Working with Multiple Packages
Importing Your Own Packages
myproject/
├── go.mod # module github.com/user/myproject
├── main.go
└── utils/
└── helpers.go
// main.go
package main
import "github.com/user/myproject/utils"
func main() {
utils.DoSomething()
}
// utils/helpers.go
package utils
func DoSomething() {
// ...
}
Local Module Replace
For developing multiple modules locally:
// go.mod
module github.com/user/myproject
require github.com/user/mylib v1.0.0
// Use local version instead
replace github.com/user/mylib => ../mylib
Workspace Mode (Go 1.18+)
For working with multiple modules:
# Create workspace
go work init ./module1 ./module2
# Add module to workspace
go work use ./module3
Creates go.work:
go 1.21
use (
./module1
./module2
)
Documentation
Package Documentation
// Package strings provides functions to manipulate strings.
//
// This is additional documentation that appears in the package overview.
package strings
// Split slices s into all substrings separated by sep.
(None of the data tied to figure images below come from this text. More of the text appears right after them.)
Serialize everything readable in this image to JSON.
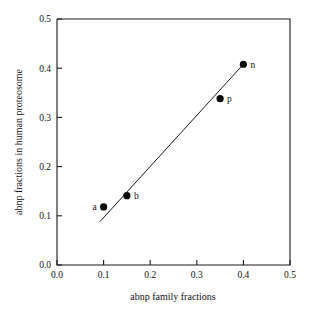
{
  "chart_data": {
    "type": "scatter",
    "title": "",
    "xlabel": "abnp family fractions",
    "ylabel": "abnp fractions in human proteosome",
    "xlim": [
      0.0,
      0.5
    ],
    "ylim": [
      0.0,
      0.5
    ],
    "grid": false,
    "legend": "none",
    "xticks": [
      "0.0",
      "0.1",
      "0.2",
      "0.3",
      "0.4",
      "0.5"
    ],
    "xtick_values": [
      0.0,
      0.1,
      0.2,
      0.3,
      0.4,
      0.5
    ],
    "yticks": [
      "0.0",
      "0.1",
      "0.2",
      "0.3",
      "0.4",
      "0.5"
    ],
    "ytick_values": [
      0.0,
      0.1,
      0.2,
      0.3,
      0.4,
      0.5
    ],
    "points": [
      {
        "label": "a",
        "x": 0.1,
        "y": 0.118,
        "label_side": "left"
      },
      {
        "label": "b",
        "x": 0.15,
        "y": 0.141,
        "label_side": "right"
      },
      {
        "label": "p",
        "x": 0.35,
        "y": 0.338,
        "label_side": "right"
      },
      {
        "label": "n",
        "x": 0.4,
        "y": 0.408,
        "label_side": "right"
      }
    ],
    "series": [
      {
        "name": "abnp fractions",
        "x": [
          0.1,
          0.15,
          0.35,
          0.4
        ],
        "values": [
          0.118,
          0.141,
          0.338,
          0.408
        ]
      }
    ],
    "fit_line": {
      "name": "trend-line",
      "x_start": 0.092,
      "y_start": 0.088,
      "x_end": 0.4,
      "y_end": 0.408
    },
    "colors": {
      "axis": "#1a1a1a",
      "marker": "#0a0a0a",
      "line": "#1a1a1a",
      "background": "#ffffff"
    }
  }
}
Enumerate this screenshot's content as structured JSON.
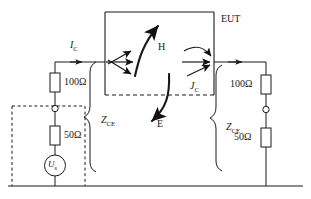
{
  "diagram": {
    "type": "schematic",
    "stroke_color": "#1a1a1a",
    "background": "#ffffff"
  },
  "labels": {
    "eut": "EUT",
    "current_in": "I",
    "current_in_sub": "C",
    "current_out": "J",
    "current_out_sub": "C",
    "field_h": "H",
    "field_e": "E",
    "impedance_left": "Z",
    "impedance_left_sub": "CE",
    "impedance_right": "Z",
    "impedance_right_sub": "CE",
    "source": "U",
    "source_sub": "s"
  },
  "components": {
    "left_resistor_top": "100Ω",
    "left_resistor_bottom": "50Ω",
    "right_resistor_top": "100Ω",
    "right_resistor_bottom": "50Ω"
  },
  "icons": {
    "source": "voltage-source-icon",
    "resistor": "resistor-icon",
    "node": "connector-node-icon",
    "ground": "ground-line-icon",
    "arrow_field": "field-arrow-icon",
    "brace": "curly-brace-icon"
  }
}
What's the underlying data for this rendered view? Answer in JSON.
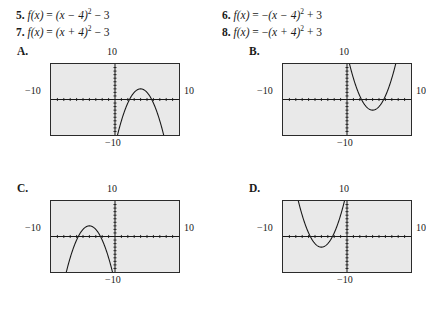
{
  "problems": [
    {
      "number": "5.",
      "fx": "f(x)",
      "eq": "= (x − 4)² − 3",
      "lhs": "(x − 4)",
      "exp": "2",
      "rhs": " − 3",
      "sign": ""
    },
    {
      "number": "7.",
      "fx": "f(x)",
      "eq": "= (x + 4)² − 3",
      "lhs": "(x + 4)",
      "exp": "2",
      "rhs": " − 3",
      "sign": ""
    },
    {
      "number": "6.",
      "fx": "f(x)",
      "eq": "= −(x − 4)² + 3",
      "lhs": "(x − 4)",
      "exp": "2",
      "rhs": " + 3",
      "sign": "−"
    },
    {
      "number": "8.",
      "fx": "f(x)",
      "eq": "= −(x + 4)² + 3",
      "lhs": "(x + 4)",
      "exp": "2",
      "rhs": " + 3",
      "sign": "−"
    }
  ],
  "equals": "=",
  "graph_window": {
    "xmin": -10,
    "xmax": 10,
    "ymin": -10,
    "ymax": 10,
    "label_top": "10",
    "label_left": "−10",
    "label_right": "10",
    "label_bottom": "−10",
    "screen_bg": "#e9e9e9",
    "border_color": "#2b2b2b",
    "curve_color": "#1a1a1a"
  },
  "panels": [
    {
      "letter": "A.",
      "chart_data": {
        "type": "line",
        "title": "A.",
        "xlabel": "",
        "ylabel": "",
        "xlim": [
          -10,
          10
        ],
        "ylim": [
          -10,
          10
        ],
        "grid": false,
        "legend": "none",
        "tick_marks": "dotted on both axes, 1-unit spacing",
        "equation": "f(x) = -(x - 4)^2 + 3",
        "vertex": [
          4,
          3
        ],
        "opens": "down",
        "leading_coefficient": -1,
        "x_intercepts": [
          2.27,
          5.73
        ],
        "annotations": [
          "10",
          "-10",
          "10",
          "-10"
        ]
      }
    },
    {
      "letter": "B.",
      "chart_data": {
        "type": "line",
        "title": "B.",
        "xlabel": "",
        "ylabel": "",
        "xlim": [
          -10,
          10
        ],
        "ylim": [
          -10,
          10
        ],
        "grid": false,
        "legend": "none",
        "tick_marks": "dotted on both axes, 1-unit spacing",
        "equation": "f(x) = (x - 4)^2 - 3",
        "vertex": [
          4,
          -3
        ],
        "opens": "up",
        "leading_coefficient": 1,
        "x_intercepts": [
          2.27,
          5.73
        ],
        "annotations": [
          "10",
          "-10",
          "10",
          "-10"
        ]
      }
    },
    {
      "letter": "C.",
      "chart_data": {
        "type": "line",
        "title": "C.",
        "xlabel": "",
        "ylabel": "",
        "xlim": [
          -10,
          10
        ],
        "ylim": [
          -10,
          10
        ],
        "grid": false,
        "legend": "none",
        "tick_marks": "dotted on both axes, 1-unit spacing",
        "equation": "f(x) = -(x + 4)^2 + 3",
        "vertex": [
          -4,
          3
        ],
        "opens": "down",
        "leading_coefficient": -1,
        "x_intercepts": [
          -5.73,
          -2.27
        ],
        "annotations": [
          "10",
          "-10",
          "10",
          "-10"
        ]
      }
    },
    {
      "letter": "D.",
      "chart_data": {
        "type": "line",
        "title": "D.",
        "xlabel": "",
        "ylabel": "",
        "xlim": [
          -10,
          10
        ],
        "ylim": [
          -10,
          10
        ],
        "grid": false,
        "legend": "none",
        "tick_marks": "dotted on both axes, 1-unit spacing",
        "equation": "f(x) = (x + 4)^2 - 3",
        "vertex": [
          -4,
          -3
        ],
        "opens": "up",
        "leading_coefficient": 1,
        "x_intercepts": [
          -5.73,
          -2.27
        ],
        "annotations": [
          "10",
          "-10",
          "10",
          "-10"
        ]
      }
    }
  ]
}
// It returns a slice of the substrings between those separators.
func Split(s, sep string) []string {
// ...
}
Viewing Documentation
# View docs in terminal
go doc fmt
go doc fmt.Println
# Start local documentation server
go doc -http=:6060
# Then visit http://localhost:6060
# Generate HTML docs
go doc -all fmt > fmt.txt
Best Practices
Package Naming
// Good: short, lowercase, no underscores
package http
package json
package user
// Bad
package HTTPServer
package json_parser
package userService
Import Organization
import (
// Standard library
"fmt"
"strings"
// Third-party
"github.com/gin-gonic/gin"
// Local packages
"github.com/user/project/internal/config"
)
Use goimports to automatically organize imports.
Avoid Cyclic Imports
// BAD: package A imports B, B imports A
a/ -> b/
b/ -> a/ // Error!
// Solution 1: Merge packages
// Solution 2: Extract shared code to third package
// Solution 3: Use interfaces
Keep Main Minimal
// cmd/server/main.go
package main
import (
"log"
"github.com/user/project/internal/app"
)
func main() {
if err := app.Run(); err != nil {
log.Fatal(err)
}
}
Next Steps
Continue to 11-testing.md to learn about testing in Go.